"I mean that we must be married to-night before I go. Before eight o'clock I must be on the train."
"When will you be back?" she whispered.
"How can I tell? When I go, my wife shall wait there at Elmhurst, instead of my sweetheart."
She turned away from me, contemplative. She, too, was young. Ardor appealed to her. Life stood before her, beckoning, as to me. What could the girl do or say?
I placed her hand on my arm. We started toward the door, intending to pick up Aunt Jennings on our way. As we advanced, a group before us broke apart. I stood aside to make way for a gentleman whom I did not recognize. On his arm there leaned a woman, a beautiful woman, clad in a costume of flounced and rippling velvet of a royal blue which made her the most striking figure in the great room. Hers was a personality not easily to be overlooked in any company, her face one not readily to be equalled. It was the Baroness Helena von Ritz!
We met face to face. I presume it would have been too much to ask even of her to suppress the sudden flash of recognition which she showed. At first she did not see that I was accompanied. She bent to me, as though to adjust her gown, and, without a change in the expression of her face, spoke to me in an undertone no one else could hear.
"Wait!" she murmured. "There is to be a meeting—" She had time for no more as she swept by.
Alas, that mere moments should spell ruin as well as happiness! This new woman whom I had wooed and found, this new Elisabeth whose hand lay on my arm, saw what no one else would have seen—that little flash of recognition on the face of Helena von Ritz! She heard a whisper pass. Moreover, with a woman's uncanny facility in detail, she took in every item of the other's costume. For myself, I could see nothing of that costume now save one object—a barbaric brooch of double shells and beaded fastenings, which clasped the light laces at her throat.
The baroness had perhaps slept as little as I the night before. If I showed the ravages of loss of sleep no more than she, I was fortunate. She was radiant, as she passed forward with her escort for place in the line which had not yet dwindled away.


Each line from the one that contains "Find all labels, buttons, inputs, and" to the end of the material must be set down exactly, and no line before it.

-- Data records --
- Opening Delimiter -

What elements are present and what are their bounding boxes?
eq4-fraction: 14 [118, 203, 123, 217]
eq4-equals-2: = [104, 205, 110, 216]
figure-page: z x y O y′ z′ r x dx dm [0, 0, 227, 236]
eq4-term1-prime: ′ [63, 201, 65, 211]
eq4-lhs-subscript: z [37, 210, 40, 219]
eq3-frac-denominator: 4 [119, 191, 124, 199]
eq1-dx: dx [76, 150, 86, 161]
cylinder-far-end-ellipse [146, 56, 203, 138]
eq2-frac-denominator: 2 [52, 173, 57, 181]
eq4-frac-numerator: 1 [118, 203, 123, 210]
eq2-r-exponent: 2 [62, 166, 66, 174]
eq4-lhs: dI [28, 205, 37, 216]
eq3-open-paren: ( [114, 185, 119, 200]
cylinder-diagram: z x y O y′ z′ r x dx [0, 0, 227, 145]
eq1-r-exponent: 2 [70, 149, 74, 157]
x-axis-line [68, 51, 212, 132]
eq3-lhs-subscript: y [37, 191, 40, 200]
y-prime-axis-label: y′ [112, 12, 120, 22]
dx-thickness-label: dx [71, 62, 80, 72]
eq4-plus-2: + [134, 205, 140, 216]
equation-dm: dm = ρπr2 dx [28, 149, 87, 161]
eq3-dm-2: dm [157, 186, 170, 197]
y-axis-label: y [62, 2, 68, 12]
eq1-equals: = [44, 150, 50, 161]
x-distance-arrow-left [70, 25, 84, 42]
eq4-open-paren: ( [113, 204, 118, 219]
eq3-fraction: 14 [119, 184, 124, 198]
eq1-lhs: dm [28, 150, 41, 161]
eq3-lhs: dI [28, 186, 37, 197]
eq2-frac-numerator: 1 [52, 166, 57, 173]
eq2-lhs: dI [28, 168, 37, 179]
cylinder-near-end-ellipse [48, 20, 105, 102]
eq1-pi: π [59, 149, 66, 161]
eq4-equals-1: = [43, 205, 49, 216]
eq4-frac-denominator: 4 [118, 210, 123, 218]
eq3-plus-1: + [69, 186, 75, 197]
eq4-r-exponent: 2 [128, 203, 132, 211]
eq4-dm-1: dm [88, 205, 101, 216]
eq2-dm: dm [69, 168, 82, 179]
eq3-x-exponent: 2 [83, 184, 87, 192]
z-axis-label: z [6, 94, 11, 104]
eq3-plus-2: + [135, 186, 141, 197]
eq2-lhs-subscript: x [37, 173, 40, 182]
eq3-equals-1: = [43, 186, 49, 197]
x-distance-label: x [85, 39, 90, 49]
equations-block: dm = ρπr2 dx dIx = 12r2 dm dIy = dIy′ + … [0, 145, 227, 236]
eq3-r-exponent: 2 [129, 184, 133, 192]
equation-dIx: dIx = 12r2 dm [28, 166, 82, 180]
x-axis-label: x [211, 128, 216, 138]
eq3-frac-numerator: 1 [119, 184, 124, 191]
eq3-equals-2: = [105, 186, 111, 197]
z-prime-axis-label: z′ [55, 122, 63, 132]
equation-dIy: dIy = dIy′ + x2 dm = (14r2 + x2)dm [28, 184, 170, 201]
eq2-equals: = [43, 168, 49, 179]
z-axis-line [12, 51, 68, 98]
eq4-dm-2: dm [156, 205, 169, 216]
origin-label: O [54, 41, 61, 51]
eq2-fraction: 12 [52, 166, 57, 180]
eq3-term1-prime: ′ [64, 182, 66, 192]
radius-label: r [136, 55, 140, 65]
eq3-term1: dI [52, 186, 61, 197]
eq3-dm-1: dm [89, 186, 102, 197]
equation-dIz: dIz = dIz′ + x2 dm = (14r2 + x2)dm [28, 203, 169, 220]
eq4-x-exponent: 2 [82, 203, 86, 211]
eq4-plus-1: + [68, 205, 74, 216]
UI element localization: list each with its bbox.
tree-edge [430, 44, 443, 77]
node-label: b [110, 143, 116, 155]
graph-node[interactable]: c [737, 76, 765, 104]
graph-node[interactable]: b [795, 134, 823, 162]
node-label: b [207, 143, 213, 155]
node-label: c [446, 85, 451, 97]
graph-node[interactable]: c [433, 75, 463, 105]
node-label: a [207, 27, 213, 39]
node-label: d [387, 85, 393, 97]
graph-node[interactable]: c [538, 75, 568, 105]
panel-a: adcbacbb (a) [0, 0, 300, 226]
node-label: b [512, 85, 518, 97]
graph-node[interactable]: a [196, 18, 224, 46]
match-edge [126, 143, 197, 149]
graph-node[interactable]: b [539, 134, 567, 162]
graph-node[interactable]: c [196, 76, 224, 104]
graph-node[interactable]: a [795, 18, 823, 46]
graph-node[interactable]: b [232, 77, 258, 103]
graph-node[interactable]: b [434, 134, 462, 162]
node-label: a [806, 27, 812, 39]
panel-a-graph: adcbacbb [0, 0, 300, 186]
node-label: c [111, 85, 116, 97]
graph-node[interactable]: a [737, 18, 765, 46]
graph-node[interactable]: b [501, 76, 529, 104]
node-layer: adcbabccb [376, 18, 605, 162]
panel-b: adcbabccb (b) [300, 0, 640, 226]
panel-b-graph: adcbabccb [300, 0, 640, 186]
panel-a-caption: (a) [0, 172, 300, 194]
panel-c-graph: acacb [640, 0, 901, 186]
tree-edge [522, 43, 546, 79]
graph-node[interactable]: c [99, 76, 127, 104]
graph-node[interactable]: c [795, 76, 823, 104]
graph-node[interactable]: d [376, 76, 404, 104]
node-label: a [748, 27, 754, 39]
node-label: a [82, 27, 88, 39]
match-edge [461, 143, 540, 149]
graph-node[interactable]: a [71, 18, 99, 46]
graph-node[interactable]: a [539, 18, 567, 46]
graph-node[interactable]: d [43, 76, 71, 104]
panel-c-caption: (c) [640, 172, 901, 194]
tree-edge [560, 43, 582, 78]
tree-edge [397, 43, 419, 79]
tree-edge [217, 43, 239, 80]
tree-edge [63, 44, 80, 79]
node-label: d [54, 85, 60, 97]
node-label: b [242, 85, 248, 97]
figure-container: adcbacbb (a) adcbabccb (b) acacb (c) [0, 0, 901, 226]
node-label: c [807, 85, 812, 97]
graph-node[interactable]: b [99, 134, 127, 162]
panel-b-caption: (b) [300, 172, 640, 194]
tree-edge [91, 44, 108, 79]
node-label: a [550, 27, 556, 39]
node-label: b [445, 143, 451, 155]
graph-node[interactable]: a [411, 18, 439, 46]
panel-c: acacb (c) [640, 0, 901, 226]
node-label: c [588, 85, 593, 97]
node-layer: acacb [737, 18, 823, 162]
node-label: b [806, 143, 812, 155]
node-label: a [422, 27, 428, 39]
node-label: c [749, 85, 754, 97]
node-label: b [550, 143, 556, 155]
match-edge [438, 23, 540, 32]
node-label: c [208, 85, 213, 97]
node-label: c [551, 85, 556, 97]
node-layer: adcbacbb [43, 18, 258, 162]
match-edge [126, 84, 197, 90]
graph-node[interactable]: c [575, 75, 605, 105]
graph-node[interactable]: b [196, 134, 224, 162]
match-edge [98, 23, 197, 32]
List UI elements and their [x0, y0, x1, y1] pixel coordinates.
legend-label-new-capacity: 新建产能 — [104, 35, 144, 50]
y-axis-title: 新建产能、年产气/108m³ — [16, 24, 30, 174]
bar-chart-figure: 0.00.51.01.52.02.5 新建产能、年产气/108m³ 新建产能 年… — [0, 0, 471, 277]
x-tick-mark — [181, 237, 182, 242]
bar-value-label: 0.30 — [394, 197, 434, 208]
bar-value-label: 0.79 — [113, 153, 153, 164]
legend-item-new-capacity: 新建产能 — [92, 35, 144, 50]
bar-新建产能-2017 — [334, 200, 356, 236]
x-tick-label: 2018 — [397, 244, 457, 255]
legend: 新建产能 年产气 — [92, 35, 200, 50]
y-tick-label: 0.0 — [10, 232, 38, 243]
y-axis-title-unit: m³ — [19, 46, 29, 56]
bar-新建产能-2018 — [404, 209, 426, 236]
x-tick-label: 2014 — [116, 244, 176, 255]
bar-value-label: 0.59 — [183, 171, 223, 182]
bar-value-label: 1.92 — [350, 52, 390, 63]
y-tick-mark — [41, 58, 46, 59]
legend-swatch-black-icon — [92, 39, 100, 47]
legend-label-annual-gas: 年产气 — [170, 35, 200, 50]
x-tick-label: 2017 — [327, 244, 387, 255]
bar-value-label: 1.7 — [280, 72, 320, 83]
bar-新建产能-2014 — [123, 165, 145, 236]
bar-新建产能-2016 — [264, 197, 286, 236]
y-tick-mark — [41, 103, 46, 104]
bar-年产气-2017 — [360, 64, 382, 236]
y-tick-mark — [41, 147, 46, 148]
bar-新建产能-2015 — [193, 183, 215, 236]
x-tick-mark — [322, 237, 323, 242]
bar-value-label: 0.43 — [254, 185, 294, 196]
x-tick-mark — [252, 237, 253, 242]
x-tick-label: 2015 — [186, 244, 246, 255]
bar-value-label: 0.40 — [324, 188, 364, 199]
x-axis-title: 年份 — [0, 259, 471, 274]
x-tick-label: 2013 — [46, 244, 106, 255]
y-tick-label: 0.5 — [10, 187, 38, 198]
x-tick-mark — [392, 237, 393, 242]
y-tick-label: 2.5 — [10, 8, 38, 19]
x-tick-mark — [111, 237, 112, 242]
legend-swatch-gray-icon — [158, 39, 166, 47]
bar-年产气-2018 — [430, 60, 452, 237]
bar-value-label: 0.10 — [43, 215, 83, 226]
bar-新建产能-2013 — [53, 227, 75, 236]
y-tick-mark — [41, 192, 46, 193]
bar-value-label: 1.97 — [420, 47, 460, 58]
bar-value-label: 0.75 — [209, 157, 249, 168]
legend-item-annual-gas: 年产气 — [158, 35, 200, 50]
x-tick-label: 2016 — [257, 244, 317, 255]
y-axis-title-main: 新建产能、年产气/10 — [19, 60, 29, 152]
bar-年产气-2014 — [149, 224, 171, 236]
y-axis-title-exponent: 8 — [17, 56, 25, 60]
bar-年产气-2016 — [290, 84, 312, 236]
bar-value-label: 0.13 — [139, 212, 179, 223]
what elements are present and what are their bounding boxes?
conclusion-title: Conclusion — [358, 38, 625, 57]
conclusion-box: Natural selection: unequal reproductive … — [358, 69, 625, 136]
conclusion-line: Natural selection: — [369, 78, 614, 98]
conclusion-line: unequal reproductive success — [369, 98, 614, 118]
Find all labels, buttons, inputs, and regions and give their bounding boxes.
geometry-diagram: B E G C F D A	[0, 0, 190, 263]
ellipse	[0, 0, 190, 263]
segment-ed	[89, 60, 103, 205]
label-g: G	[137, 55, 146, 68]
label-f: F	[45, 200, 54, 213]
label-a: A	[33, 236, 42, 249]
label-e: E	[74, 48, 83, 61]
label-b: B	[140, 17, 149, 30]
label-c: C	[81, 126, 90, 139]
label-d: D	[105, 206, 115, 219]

- Closing Delimiter -

-- Task solution --
Find all labels, buttons, inputs, and regions and give their bounding boxes.
geometry-diagram: B E G C F D A	[0, 0, 190, 263]
ellipse	[0, 0, 190, 263]
segment-ed	[89, 60, 103, 205]
label-g: G	[137, 55, 146, 68]
label-f: F	[45, 200, 54, 213]
label-a: A	[33, 236, 42, 249]
label-e: E	[74, 48, 83, 61]
label-b: B	[140, 17, 149, 30]
label-c: C	[81, 126, 90, 139]
label-d: D	[105, 206, 115, 219]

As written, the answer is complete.